Pith. sign in

REVIEW

Not yet reviewed by Pith; the record is open.

This paper has not been read by Pith yet. Machine review is queued; the pith claim, tier, and objections will appear here once it completes.

SPECIMEN: schema-true, not a live event

T0 review · schema-true

One-sentence machine reading of the paper's core claim.

pith:XXXXXXXX · record.json · timestamp

arxiv 2401.17172 v1 pith:PD2KI2K6 submitted 2024-01-30 physics.comp-ph cs.LGcs.NAmath.NA

Learning Domain-Independent Green's Function For Elliptic Partial Differential Equations

classification physics.comp-ph cs.LGcs.NAmath.NA
keywords functiongreenboundarybin-gcoefficientsdomainequationsintegral
verification ladder T0 review T1 audit T2 compute T3 formal T4 reserved
0 comments
read the original abstract

Green's function characterizes a partial differential equation (PDE) and maps its solution in the entire domain as integrals. Finding the analytical form of Green's function is a non-trivial exercise, especially for a PDE defined on a complex domain or a PDE with variable coefficients. In this paper, we propose a novel boundary integral network to learn the domain-independent Green's function, referred to as BIN-G. We evaluate the Green's function in the BIN-G using a radial basis function (RBF) kernel-based neural network. We train the BIN-G by minimizing the residual of the PDE and the mean squared errors of the solutions to the boundary integral equations for prescribed test functions. By leveraging the symmetry of the Green's function and controlling refinements of the RBF kernel near the singularity of the Green function, we demonstrate that our numerical scheme enables fast training and accurate evaluation of the Green's function for PDEs with variable coefficients. The learned Green's function is independent of the domain geometries, forcing terms, and boundary conditions in the boundary integral formulation. Numerical experiments verify the desired properties of the method and the expected accuracy for the two-dimensional Poisson and Helmholtz equations with variable coefficients.

discussion (0)

Sign in with ORCID, Apple, or X to comment. Anyone can read and Pith papers without signing in.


#### GOAL OF THE EXERCISE:
In the data that follows, find each line containing "MiniMax" and copy it.

#### DATA FOR THE TASK:
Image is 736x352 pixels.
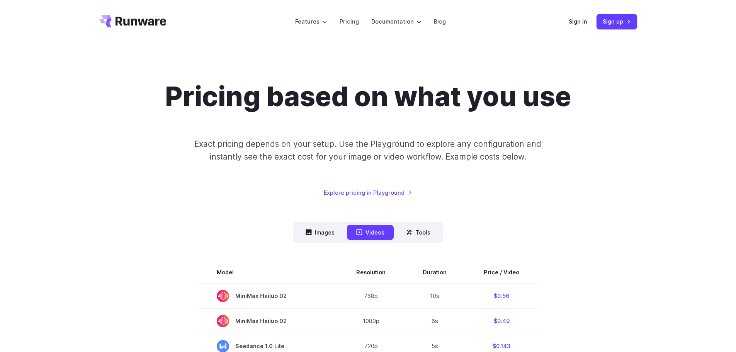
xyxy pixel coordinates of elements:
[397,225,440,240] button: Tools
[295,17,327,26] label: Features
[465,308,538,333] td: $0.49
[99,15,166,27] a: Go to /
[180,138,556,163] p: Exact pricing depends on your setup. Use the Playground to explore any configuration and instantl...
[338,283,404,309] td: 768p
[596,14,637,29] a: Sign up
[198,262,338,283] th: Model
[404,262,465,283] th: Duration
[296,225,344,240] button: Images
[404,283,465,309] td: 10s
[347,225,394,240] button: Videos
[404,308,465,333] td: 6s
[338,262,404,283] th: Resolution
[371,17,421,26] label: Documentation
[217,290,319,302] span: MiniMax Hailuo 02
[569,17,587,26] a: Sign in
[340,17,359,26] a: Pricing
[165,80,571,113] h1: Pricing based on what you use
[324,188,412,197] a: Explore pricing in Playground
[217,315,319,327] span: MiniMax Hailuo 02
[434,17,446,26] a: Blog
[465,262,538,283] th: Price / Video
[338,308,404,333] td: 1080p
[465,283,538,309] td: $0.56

* * *

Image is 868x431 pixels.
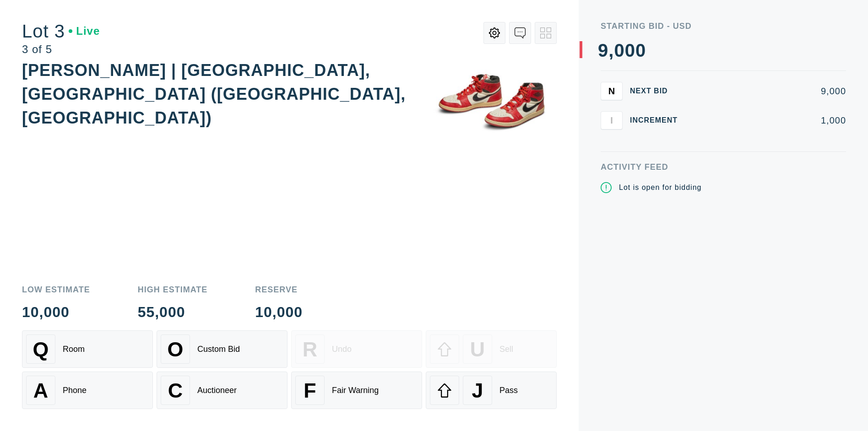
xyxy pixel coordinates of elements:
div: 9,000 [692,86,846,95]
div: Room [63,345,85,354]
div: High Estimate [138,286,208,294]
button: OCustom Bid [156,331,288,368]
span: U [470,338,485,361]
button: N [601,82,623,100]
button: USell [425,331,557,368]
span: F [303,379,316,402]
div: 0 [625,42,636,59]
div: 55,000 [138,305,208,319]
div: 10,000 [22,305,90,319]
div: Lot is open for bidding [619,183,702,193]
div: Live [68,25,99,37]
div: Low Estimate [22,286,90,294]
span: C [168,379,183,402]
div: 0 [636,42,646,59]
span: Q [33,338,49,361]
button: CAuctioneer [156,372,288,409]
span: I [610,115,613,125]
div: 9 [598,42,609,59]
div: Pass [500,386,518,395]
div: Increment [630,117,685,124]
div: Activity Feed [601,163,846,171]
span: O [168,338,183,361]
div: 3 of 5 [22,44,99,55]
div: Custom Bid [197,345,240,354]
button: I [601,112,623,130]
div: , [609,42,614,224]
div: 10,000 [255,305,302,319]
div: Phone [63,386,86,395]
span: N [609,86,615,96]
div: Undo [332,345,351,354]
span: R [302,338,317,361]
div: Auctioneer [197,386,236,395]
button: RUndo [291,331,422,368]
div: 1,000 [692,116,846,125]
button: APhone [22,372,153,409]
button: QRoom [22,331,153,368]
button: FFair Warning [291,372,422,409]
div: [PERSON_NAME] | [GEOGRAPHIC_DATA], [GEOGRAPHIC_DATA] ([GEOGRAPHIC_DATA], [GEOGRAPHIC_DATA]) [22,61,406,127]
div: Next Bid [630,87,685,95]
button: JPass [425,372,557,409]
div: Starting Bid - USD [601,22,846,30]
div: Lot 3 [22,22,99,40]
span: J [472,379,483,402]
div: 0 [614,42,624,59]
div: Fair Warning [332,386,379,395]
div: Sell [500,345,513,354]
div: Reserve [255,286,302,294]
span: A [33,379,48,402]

#### ANSWER BELOW:
[217,290,319,302] span: MiniMax Hailuo 02
[217,315,319,327] span: MiniMax Hailuo 02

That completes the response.